T-Mobile says hackers stole customer data in data breach

INSUBCONTINENT EXCLUSIVE:
T-Mobile has confirmed hackers breached its systems. The cell giant,currently merging with Sprint, said in a statement that hackers
customer stole names, billing zip codes, phone numbers, email addresses, account numbers, and account type — such as if an account was
prepaid or postpaid — in what the company described as an &unauthorized capture of data. No customer financial or billing data was
compromised, the company said. It not known when the breach occurred but the unauthorized access was detected and shut down on Monday. A
T-Mobile spokesperson told TechCrunch thatthe breach was &discovered and stopped very quickly,& and &affected a small number& of
customers.But Motherboard reported that a spokesperson said about 3 percent of the company 77 million users were affected — some 2 million
accounts. T-Mobile began notifying customers of the breach Friday morning with a text message sent to affected accounts
But that drew ire from some, who said the shortlink in the text message looked like phishing. So @TMobile have been sending out a breach
alert (a legit one) using a short URL and a number of people think it #phishing. Why BECAUSE IT LOOKS LIKE PHISHING!

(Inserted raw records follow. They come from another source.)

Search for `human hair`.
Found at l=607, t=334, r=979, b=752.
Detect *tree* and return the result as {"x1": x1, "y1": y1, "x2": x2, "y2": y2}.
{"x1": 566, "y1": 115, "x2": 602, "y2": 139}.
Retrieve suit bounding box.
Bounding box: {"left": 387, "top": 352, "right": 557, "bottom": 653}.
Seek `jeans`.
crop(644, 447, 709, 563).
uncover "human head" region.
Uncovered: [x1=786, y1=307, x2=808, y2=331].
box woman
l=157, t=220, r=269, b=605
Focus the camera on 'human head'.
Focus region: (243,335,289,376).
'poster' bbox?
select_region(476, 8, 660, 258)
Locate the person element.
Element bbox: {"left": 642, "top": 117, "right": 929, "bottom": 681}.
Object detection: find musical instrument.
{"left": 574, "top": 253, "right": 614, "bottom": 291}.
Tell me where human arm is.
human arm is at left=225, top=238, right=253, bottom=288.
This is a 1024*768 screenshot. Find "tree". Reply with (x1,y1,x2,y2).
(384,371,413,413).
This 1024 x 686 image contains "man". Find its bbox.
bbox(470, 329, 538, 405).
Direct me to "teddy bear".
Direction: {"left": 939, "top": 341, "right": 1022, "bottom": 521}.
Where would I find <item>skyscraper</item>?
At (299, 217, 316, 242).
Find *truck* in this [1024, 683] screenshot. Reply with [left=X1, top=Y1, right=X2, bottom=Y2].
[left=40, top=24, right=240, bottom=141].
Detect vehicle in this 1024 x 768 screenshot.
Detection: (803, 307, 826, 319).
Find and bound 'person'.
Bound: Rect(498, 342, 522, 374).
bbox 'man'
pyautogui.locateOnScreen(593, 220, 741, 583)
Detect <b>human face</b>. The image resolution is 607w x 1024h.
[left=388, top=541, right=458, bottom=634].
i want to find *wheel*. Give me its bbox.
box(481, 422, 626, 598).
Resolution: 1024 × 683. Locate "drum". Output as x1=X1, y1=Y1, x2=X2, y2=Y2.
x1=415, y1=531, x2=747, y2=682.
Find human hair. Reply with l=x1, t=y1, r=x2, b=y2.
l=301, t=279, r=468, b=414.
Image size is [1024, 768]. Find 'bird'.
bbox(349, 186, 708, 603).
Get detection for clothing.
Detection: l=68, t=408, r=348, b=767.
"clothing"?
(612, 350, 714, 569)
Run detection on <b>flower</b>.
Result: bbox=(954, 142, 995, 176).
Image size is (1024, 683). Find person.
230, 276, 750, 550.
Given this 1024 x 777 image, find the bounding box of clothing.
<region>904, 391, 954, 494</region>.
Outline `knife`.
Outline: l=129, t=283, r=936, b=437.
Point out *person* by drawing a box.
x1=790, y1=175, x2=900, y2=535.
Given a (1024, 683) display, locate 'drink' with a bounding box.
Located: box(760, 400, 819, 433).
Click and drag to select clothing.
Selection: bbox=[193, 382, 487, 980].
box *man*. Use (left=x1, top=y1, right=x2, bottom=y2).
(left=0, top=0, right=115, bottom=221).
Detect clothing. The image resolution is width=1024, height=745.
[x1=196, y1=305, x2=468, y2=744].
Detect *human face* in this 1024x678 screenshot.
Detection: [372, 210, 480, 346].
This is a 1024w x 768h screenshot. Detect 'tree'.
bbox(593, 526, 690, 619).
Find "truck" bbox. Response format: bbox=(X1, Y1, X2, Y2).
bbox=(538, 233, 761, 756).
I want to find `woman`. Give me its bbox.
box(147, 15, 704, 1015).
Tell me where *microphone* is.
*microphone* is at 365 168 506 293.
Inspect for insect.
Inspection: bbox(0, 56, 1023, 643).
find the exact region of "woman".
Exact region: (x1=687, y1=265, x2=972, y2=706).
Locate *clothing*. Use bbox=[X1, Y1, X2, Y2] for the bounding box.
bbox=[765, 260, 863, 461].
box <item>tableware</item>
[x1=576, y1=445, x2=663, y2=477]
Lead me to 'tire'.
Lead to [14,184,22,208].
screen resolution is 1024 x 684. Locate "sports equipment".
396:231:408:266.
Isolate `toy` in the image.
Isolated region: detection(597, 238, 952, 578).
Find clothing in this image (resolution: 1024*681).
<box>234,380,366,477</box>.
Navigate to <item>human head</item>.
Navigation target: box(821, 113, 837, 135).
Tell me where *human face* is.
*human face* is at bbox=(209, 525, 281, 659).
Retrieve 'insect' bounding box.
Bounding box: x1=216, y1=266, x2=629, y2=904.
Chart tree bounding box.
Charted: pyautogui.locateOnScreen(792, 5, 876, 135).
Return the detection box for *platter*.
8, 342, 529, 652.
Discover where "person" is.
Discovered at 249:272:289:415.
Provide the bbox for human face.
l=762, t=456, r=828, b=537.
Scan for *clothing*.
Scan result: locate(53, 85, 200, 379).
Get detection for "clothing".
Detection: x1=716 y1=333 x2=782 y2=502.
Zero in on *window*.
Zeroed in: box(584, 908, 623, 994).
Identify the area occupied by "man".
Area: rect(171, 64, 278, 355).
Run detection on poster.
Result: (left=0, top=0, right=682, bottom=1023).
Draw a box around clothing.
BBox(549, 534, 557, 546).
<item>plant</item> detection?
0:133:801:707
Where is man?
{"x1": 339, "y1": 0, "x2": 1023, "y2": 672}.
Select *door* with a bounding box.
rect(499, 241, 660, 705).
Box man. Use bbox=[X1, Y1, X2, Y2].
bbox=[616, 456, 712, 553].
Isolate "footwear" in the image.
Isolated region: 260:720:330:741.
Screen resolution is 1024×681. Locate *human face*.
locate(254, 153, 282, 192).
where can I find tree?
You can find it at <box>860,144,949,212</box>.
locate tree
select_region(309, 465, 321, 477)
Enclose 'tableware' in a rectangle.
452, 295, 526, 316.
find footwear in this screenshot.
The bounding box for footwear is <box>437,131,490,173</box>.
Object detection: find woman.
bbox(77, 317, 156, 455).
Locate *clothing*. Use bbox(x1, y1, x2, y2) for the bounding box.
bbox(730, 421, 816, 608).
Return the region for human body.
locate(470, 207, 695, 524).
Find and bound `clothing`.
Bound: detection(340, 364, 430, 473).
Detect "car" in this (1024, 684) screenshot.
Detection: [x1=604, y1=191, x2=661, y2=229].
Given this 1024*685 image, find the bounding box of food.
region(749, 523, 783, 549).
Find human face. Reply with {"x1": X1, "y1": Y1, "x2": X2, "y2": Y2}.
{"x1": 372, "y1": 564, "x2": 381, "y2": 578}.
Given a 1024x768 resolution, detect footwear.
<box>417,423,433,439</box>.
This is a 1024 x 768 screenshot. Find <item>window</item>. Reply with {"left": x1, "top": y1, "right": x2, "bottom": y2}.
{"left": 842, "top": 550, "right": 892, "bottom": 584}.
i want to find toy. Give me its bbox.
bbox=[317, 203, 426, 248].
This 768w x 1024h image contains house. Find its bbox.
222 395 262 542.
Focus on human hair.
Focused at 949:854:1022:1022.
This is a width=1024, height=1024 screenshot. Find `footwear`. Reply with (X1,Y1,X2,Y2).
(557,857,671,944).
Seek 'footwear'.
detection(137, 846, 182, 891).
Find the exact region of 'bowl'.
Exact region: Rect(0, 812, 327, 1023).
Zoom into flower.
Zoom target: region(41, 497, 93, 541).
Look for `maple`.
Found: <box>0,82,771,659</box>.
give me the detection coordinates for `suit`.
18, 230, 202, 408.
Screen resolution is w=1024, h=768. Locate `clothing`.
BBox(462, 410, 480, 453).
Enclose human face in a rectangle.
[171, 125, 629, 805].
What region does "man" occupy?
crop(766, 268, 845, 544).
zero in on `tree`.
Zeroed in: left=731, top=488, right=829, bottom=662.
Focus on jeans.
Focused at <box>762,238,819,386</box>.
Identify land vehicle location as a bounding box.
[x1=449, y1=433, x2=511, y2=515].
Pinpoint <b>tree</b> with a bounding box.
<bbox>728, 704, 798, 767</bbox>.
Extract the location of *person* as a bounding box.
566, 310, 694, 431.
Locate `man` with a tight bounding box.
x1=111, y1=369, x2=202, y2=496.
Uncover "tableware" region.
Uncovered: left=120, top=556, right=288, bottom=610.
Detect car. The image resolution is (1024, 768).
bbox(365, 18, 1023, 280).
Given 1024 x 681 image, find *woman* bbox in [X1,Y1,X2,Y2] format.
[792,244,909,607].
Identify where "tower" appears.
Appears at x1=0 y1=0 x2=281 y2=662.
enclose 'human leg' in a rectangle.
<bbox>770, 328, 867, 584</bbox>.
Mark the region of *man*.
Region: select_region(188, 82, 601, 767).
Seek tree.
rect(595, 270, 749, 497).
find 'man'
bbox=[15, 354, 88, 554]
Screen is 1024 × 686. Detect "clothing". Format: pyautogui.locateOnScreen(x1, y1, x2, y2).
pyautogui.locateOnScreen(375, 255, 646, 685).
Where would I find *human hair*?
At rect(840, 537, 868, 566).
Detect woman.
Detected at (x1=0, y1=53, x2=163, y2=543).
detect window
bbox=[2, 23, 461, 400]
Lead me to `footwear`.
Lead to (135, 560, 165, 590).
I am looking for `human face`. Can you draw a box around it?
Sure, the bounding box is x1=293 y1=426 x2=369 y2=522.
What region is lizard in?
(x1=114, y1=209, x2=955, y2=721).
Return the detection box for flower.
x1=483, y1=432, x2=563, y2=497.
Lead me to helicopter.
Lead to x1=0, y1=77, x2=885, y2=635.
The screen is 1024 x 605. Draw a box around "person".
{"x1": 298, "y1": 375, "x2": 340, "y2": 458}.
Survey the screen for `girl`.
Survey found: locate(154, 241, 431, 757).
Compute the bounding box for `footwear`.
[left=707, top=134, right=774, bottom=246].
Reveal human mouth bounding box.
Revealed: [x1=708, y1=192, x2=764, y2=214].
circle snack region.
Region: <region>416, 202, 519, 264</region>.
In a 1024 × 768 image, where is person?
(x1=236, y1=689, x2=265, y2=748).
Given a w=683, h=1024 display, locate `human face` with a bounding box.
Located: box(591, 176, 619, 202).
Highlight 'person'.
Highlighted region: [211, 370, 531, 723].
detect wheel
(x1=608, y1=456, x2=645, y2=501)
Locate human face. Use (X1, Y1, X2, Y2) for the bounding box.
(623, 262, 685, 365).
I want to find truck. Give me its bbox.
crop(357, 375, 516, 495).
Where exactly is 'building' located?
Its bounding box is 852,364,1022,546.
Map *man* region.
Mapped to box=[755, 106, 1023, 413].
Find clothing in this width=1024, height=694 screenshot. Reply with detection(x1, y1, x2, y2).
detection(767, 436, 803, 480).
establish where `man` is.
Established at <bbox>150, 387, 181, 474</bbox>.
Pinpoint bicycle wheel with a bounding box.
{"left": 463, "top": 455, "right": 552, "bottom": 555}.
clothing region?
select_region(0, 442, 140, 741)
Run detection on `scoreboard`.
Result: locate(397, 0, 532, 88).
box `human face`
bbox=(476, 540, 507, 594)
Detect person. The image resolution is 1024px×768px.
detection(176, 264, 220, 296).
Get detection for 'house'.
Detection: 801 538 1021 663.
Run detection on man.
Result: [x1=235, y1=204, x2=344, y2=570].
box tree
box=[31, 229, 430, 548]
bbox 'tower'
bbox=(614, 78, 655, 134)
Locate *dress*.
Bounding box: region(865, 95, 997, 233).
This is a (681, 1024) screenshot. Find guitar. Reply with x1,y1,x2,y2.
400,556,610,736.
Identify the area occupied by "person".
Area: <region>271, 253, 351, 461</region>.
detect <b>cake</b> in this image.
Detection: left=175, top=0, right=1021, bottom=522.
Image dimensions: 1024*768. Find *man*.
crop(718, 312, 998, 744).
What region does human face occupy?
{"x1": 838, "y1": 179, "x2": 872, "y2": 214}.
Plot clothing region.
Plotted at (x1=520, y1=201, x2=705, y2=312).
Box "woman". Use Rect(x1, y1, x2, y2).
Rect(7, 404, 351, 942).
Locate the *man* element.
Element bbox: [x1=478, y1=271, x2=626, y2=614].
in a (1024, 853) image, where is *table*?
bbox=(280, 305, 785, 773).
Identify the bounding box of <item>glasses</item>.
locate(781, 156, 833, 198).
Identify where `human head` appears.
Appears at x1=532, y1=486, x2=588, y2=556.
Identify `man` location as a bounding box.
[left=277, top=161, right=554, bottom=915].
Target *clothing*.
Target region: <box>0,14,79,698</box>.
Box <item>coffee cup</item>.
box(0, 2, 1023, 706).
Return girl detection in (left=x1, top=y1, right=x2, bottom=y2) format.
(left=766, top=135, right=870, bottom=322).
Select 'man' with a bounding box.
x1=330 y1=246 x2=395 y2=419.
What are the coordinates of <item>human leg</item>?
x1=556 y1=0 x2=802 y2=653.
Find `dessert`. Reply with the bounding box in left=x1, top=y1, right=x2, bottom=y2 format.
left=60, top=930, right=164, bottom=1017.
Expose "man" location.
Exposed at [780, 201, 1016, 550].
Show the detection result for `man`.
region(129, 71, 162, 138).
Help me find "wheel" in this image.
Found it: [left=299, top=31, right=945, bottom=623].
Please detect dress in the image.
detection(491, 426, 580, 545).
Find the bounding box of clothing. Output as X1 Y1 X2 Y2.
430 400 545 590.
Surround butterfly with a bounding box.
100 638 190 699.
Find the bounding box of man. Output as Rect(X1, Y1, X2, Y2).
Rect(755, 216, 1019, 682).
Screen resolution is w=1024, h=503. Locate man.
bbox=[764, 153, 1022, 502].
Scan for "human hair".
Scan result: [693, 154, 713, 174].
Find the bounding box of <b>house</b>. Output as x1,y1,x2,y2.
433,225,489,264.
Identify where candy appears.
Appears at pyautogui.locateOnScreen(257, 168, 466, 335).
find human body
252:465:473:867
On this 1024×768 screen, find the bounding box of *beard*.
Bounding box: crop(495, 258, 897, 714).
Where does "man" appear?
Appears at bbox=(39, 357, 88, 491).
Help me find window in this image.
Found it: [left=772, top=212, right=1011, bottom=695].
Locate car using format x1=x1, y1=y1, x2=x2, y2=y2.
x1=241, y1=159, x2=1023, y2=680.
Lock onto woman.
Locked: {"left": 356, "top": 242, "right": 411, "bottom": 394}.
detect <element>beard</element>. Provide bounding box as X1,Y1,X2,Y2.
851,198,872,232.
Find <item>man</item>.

https://t.co/5fZJxaKszd mdash; 𝐎𝐥𝐢𝐯𝐞𝐫 𝐇𝐨𝐮𝐠𝐡
(@olihough86) August 24, 2018 This is the latest in a string of security incidents at T-Mobile in the past year. In May, a security
researcher found a security weakness in a T-Mobile subdomain used by staff, which returned customer data without requiring a password
It was similar to a vulnerability found in another T-Mobile system reported by Motherboard some months prior, which exposed customers& email
addresses, their billing account numbers, and the phone IMSI numbers. T-Mobile and other carriers earlier this year were also forced to stop
sharing customer location data with third-parties, after Democratic senatorRon Wydencriticized the cell giants for the practice.